Feeling Good: On and Off
Maciej Pieprzyca’s Life Feels Good (Chce się żyć, 2013)

Maciej Pieprzyca’s Life Feels Good is Poland’s first venture into the disability genre. Based on true events, the movie tells the first-person perspective story of a boy suffering from cerebral palsy. Growing up during Poland’s transition in the late 80s and 90s, Mateusz’s (Dawid Ogrodnik) access to a supportive health-care system is pretty much nil. Early on, a health professional tells his mother (Dorota Kolak) that there is no chance for him to develop any complex cognitive capacities (language acquisition, logical reasoning, and so on) and that she is basically dealing with a vegetable.

The caring mother, not easily satisfied with such a hopeless diagnosis, has a different opinion. “He understands me”, she insists, convinced that the emotional relationship with her son is a proof of his intelligence. She consults other doctors but all of them share the same opinion. In one scene, some kind of voodoo medic even comes to the conclusion that Mateusz’s case is impossible. The faith healer refuses the mother’s payment, instead continuing to murmur remedial spells over the boy’s body. But this scene may reveal more about the credibility of the official medics, since both come to the same conclusions.

For the next 15 years or so, until Mateusz turns 26, the question of whether he understands remains a mystery for his family whose relentless love and care nevertheless seems to indicate that they never had a doubt. Since Mateusz narrates his own story in voice-overs, the audience knows from the start that he can understand and eventually communicate. This is kind of confusing because it is obvious that Mateusz later communicates via blissymbols, which use images to enable people to communicate without speech.

Overall, Maciej Pieprzyca’s film may be a little too straightforward to count as an uplifter, and a little too heartening to be considered sociorealist militancy. Every time the story drifts into buoyant sentimentalism about the fact that being disabled does not mean that life can’t be fun, the film invents a more dreadful scene whose only purpose seems to serve the proof that life is, all things considered, not all-good.

For instance, Mateusz is obsessed with breasts. Tits keep him going. He invents a scale of one to ten in which he evaluates different female torsos which he has the opportunity to peak at rather often because his different-sex counterparts are forced to lean over when they want to interact with him. This complex rating system is not only funny and shows his familiarity with cognitive systemizing, but also brings quite a lot of joy to the sex-deprived Mateusz, especially when a beautiful blonde nurse (Katarzyna Zawadzka) allows him to squeeze her jugs. But then, the nurse turns out not to be that friendly a couple of minutes later, when she uses her relationship with Mateusz for her own neurotic needs. She brings him to her father’s formal birthday dinner for the sole purpose of annoying him and his bourgeois company.

This recipe of switching narrative moods seems to be particularly popular in contemporary Polish cinema. One director who uses this technique consistently is Małgorzata Szumowska. When it works, it complexifies standard dramaturgy and helps to avoid clichés. The idea is to make a story more accurate, genuine, and true by including elements which stop the mood from becoming prejudiced. Bad comedies are bad because they are one-sided. They give the spectator the feeling that life is not that awesome, hilarious or great. Good comedies are often also rather sad. But this technique of switching narrative moods can quickly become over-conceptual when the different side narratives turn out to be less part of the plot than kind of additive meta-commentaries. The above-mentioned scene with the nurse’s father doesn’t seem to have any other purpose than to lecture the audience that it shouldn’t be too happy for Mateusz to have just touched the nurse’s breasts. Paradoxically, such additive commentary makes this film rather fake. Is the happy-sad dichotomy not already present enough in Mateusz’s life as it is?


**ASSIGNMENT**
Each record below should be returned exactly, with its pictures left out.

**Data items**
_ _ _ _
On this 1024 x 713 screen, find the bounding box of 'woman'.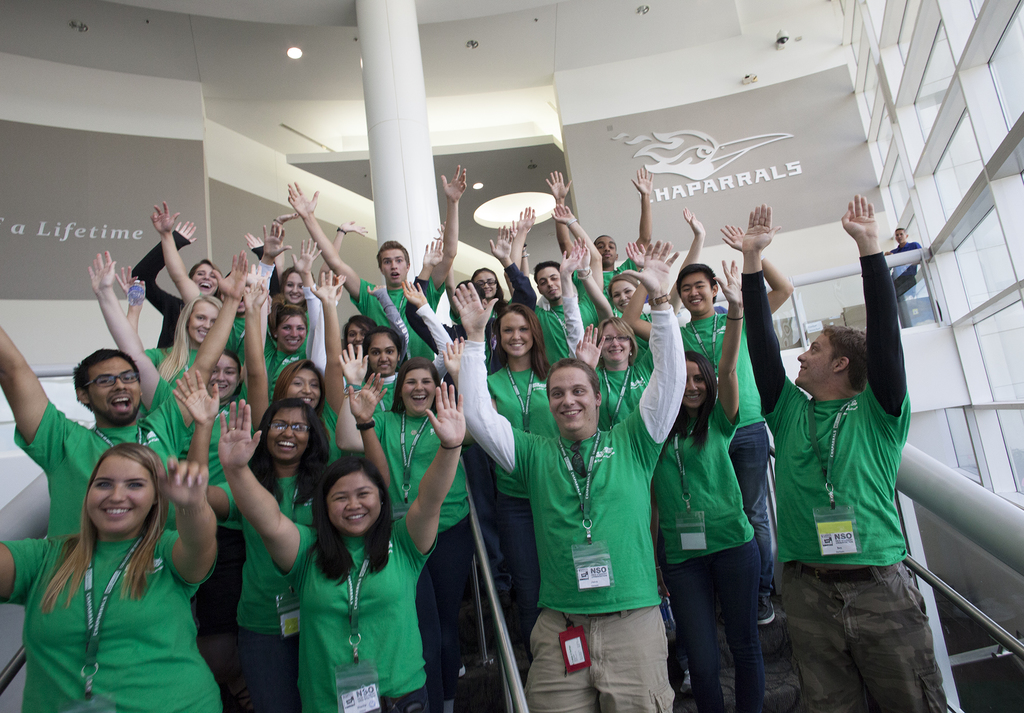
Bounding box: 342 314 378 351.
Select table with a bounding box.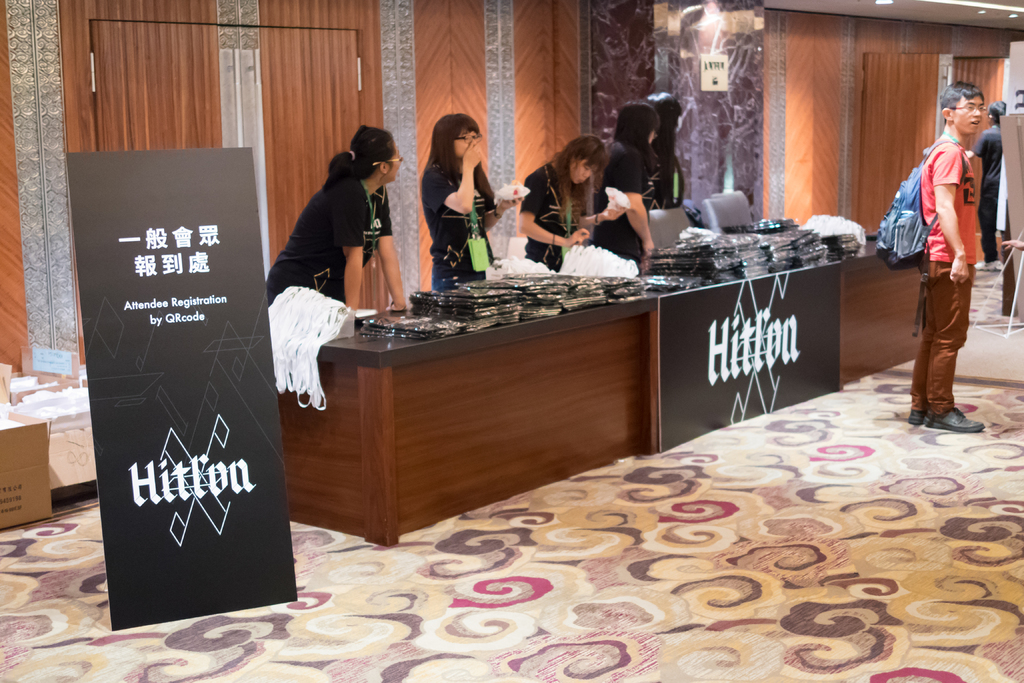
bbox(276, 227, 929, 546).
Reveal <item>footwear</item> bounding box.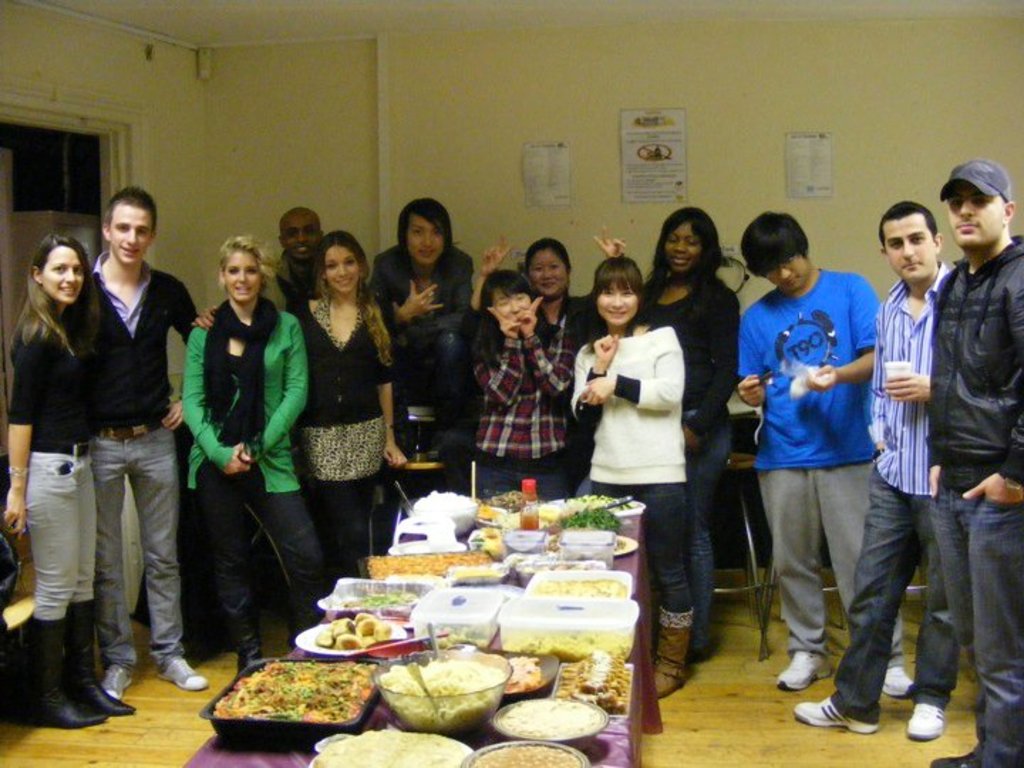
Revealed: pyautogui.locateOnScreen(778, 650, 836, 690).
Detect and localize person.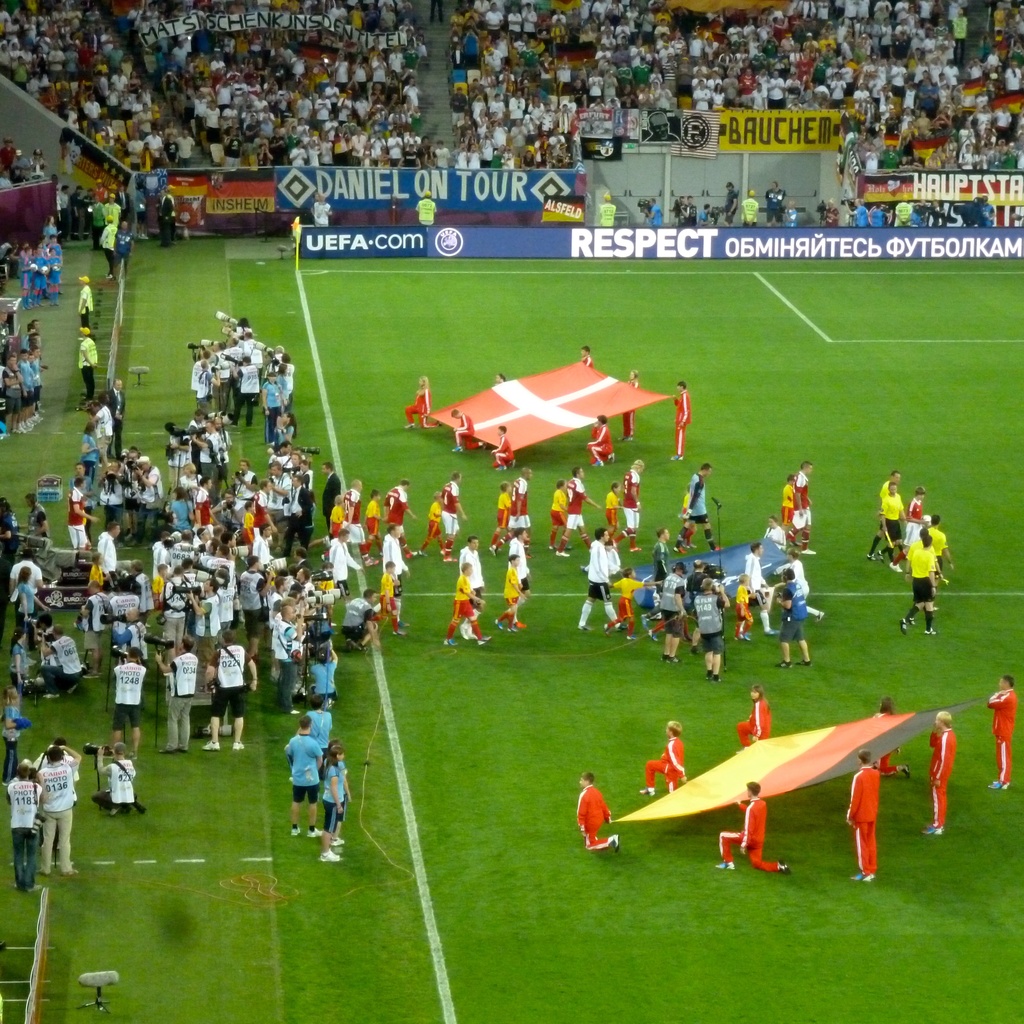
_ _ _ _
**TASK SOLUTION**
On this 1024 x 713 screen, find the bounding box of 'woman'.
Bounding box: 342 314 378 351.
Select table with a bounding box.
bbox(276, 227, 929, 546).
Reveal <item>footwear</item> bounding box.
Revealed: pyautogui.locateOnScreen(778, 650, 836, 690).
Detect and localize person.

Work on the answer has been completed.